For several seconds, lead and laser fire poured into the doorway from every direction. When the hunter fell to the ground, he had more holes in him than a brand new box of data rings. His two shots had missed Vyx, but two colony citizens were down. One was dead from a blast to the chest, while the other had received only a grazing injury to his leg. People crowded around the hunter’s body to see if they recognized him, but no one claimed any familiarity. It was further testimony that he was new here.
Vyx made it into the hotel while everyone’s attention was diverted and the before the sanitation truck arrived to pick up the two bodies. The guards in the lobby were on heightened alert as a result of the shootout in the street, but they didn’t stop Vyx from proceeding to his room after he flashed his keycard for the door.
As soon as the reinforced ferrocarbon alloy door of his room was closed and locked behind him, Vyx took a deep breath and released it slowly. He then retrieved the backup pistol from the hidden compartment in his suitcase, and slipped it into his holster. The pistol that he had just purchased was placed on the dresser and he would carry it in his belt when he left the room again, but first he had to report in.
Another pocket in the suitcase yielded a miniature radio transmitter.
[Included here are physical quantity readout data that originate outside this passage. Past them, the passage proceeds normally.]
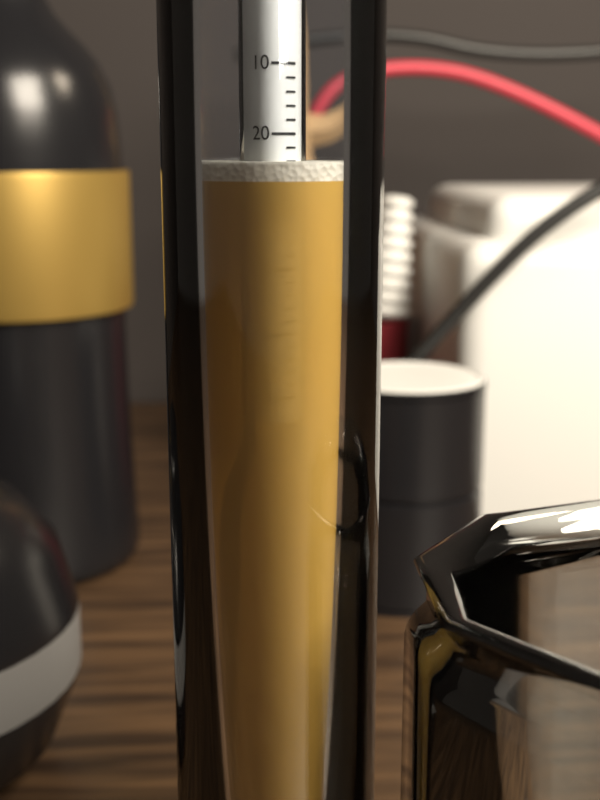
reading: 24 (no unit)
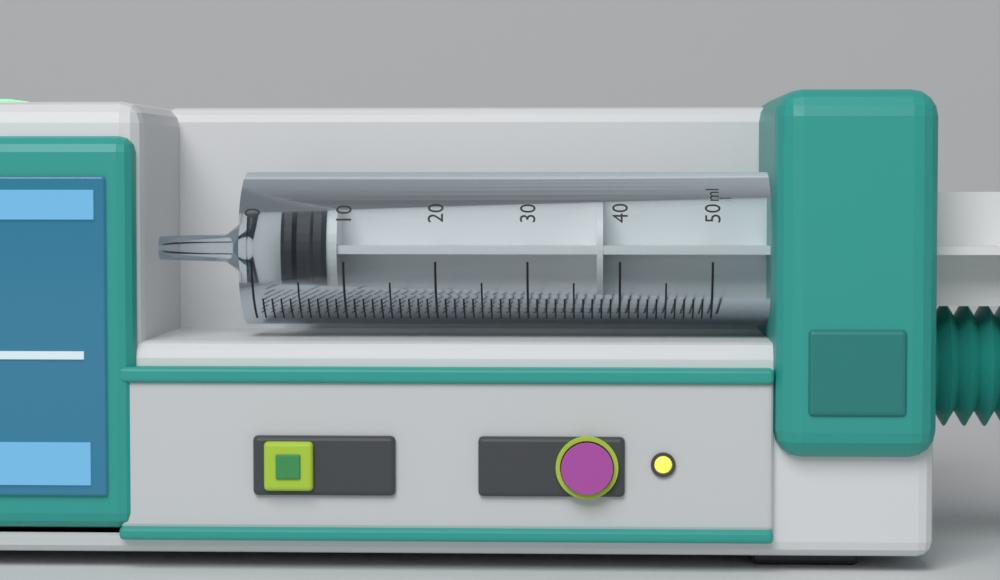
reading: 3 ml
He stuck the three centimeter wide satellite dish against the window pane and aligned it using its audio locator capability. The RF signal from his radio would be transmitted to a tiny satellite, about the size of his fist, which he had placed in geosynchronous orbit around the planet upon his arrival. The satellite would then compress the encrypted message before re-transmitting it on his designated IDS frequency. It would take almost seventy hours to travel the two-hundred-ten light years to the Intelligence Section at Higgins Space Command Base, so it would be at least six days before he received a response.
From a subcutaneous pouch in his chest under his left arm, Vyx retrieved a tiny recording wafer. It contained a full account of his trip to the arms merchant, from the time he left his hotel room last night, until his return. A chip attached to the optic nerve of his left eye provided the image, and a chip embedded in each of the audio canals of his ears provided two audio tracks. Information delivered to the wireless recording device mounted over the ribs beneath his left arm traveled through his lymphatic system, so no transmission signal could ever be picked up by detection scanners. He delicately slid the tiny silicon wafer, not much thicker than an ordinary piece of writing paper, into his transmitter and pressed the send button.
His report sent, Vyx took a hot shower and climbed into bed to get some much-needed sleep. He should be safe as long as he stayed in the hotel, but his pistol went onto the nightstand next to the bed anyway.